In a recent set of studies, Carmen Reinhart and Kenneth Rogoff used a vast array of historical data to show that the accumulation of high levels of public (and private) debt relative to GDP has an extended negative effect on growth. The size of the effect incited debate about errors in their calculations. Few, however, doubt the validity of the pattern.
This should not be surprising. Accumulating excessive debt usually entails moving some part of domestic aggregate demand forward in time, so the exit from that debt must include more savings and diminished demand. The negative shock adversely impacts the non-tradable sector, which is large (roughly two-thirds of an advanced economy) and wholly dependent on domestic demand. As a result, growth and employment rates fall during the deleveraging period.
In an open economy, deleveraging does not necessarily impair the tradable sector so thoroughly. But, even in such an economy, years of debt-fueled domestic demand may produce a loss of competitiveness and structural distortions. And the crises that often divide the leveraging and deleveraging phases cause additional balance-sheet damage and prolong the healing process.
Thanks in part to research by Reinhart and Rogoff, we know that excessive leverage is unsustainable, and that restoring balance takes time. As a result, questions and doubts remain about an eventual return to the pre-crisis trend line for GDP, and especially for employment.
What this line of research explicitly does not tell us is that deleveraging will restore growth by itself. No one believes that fiscal balance is the whole growth model anywhere.
Consider southern Europe. From the standpoint of growth and employment, public and private debt masked an absence of productivity growth, declining competitiveness in the tradable sector, and a range of underlying structural shortcomings - including labor-market rigidities, deficiencies in education, and underinvestment in infrastructure. Debt drove growth, creating aggregate demand that would not have existed otherwise. The same is true of the US and Japan, though the details differ.
Government is not the sole actor in this. When the deleveraging cycle begins, the private sector starts to adjust structurally - a pattern clearly seen in the data on growth in the tradable side of the US economy. Muted wage growth increases competitiveness, and underutilized labor and capital are redeployed.
How fast this happens partly depends on the private sector's flexibility and dynamism. But it also depends on the ability and willingness of government to provide a bridging function for the deficiency in aggregate demand, and to pursue reforms and investments that boost long-term growth prospects.
If public-sector deleveraging is not a complete growth policy - and it isn't - why is there so much attention on fiscal austerity and so little action on growth and employment?
Several possibilities come to mind. One is that some policymakers think that fiscal balance really is the main pillar in a growth strategy: deleverage quickly and get on with it.

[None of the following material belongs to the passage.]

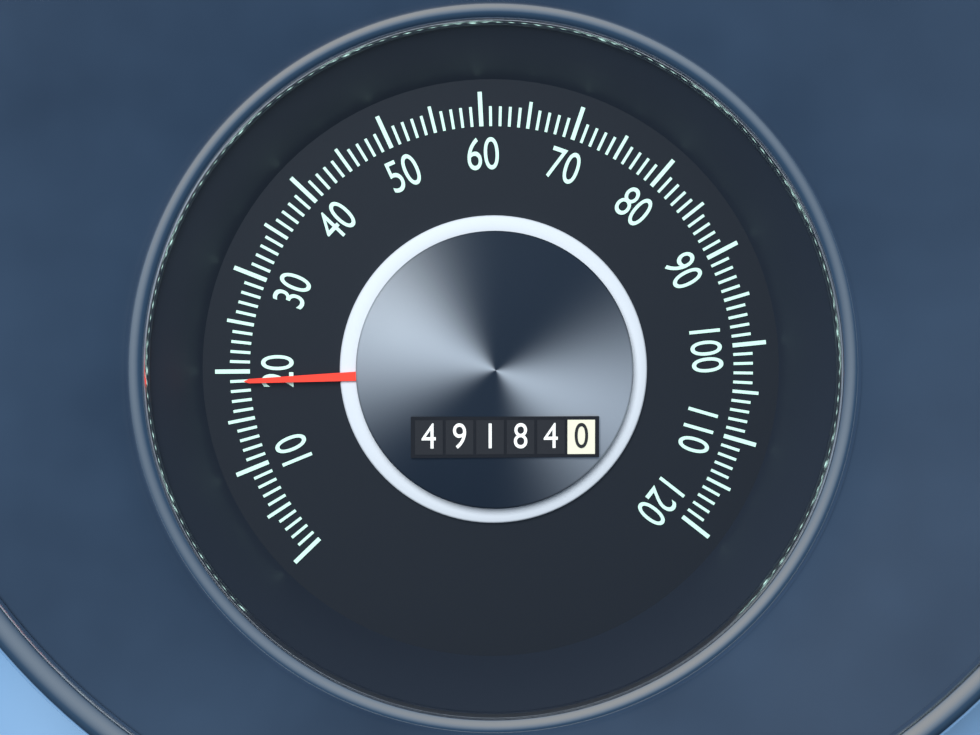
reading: 19 (no unit)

The belief that the fiscal multiplier is usually low may have contributed to underestimation of the short-run economic costs of austerity policies - and thus to persistently optimistic forecasts of growth and employment. Recent research by the International Monetary Fund on the context-specific variability of fiscal multipliers has raised serious questions about the costs and effectiveness of rapid fiscal consolidation.

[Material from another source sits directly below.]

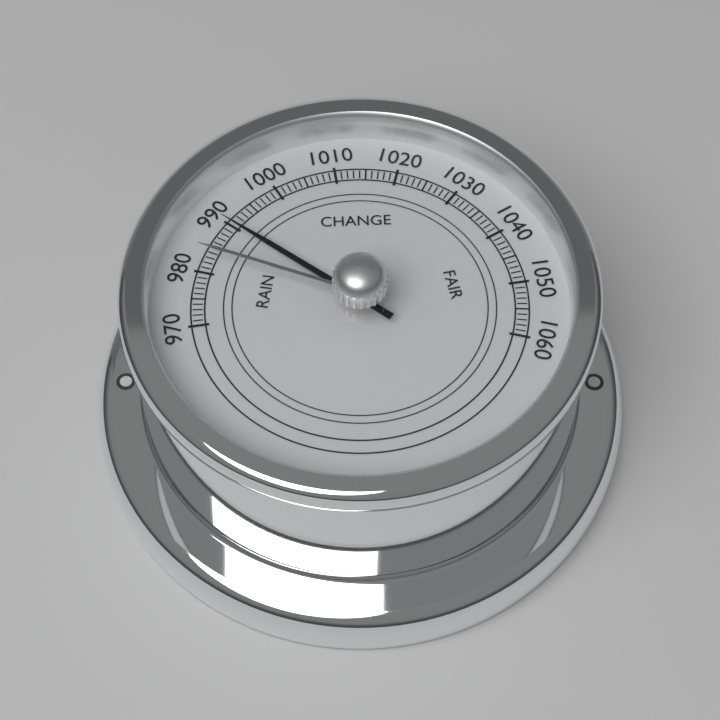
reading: 990 (no unit)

Estimates of the fiscal multiplier must be based on an assumption or a model that says what would have happened in the absence of government spending of some type. If the assumption or the model is wrong, so is the estimate. The counterfactual needs to be made explicit and assessed carefully and in context.
Then there is the time dimension. If infrastructure investment, for example, generates some growth and employment in the short to medium term and higher sustainable growth in the longer term, should we rule it out because some estimates of the multiplier are less than one?
Policymakers (and perhaps financial markets) may have believed that central banks would provide an adequate bridging function through aggressive monetary policy designed to hold down short- and long-term interest rates.
Countries are subject to varying degrees of fiscal constraint, assuming a limited appetite for unlimited, unconditional cross-border transfers. Those that have some flexibility can and should use it to protect the unemployed and the young, accelerate deleveraging, and implement reforms designed to support growth and employment.
All countries - and policymakers - face difficult choices concerning the timing of austerity, perceived sovereign-credit risk, growth-oriented reforms, and equitable sharing of the costs of restoring growth. So far, the burden-sharing challenge, along with naive and incomplete growth models, may have contributed to gridlock and inaction.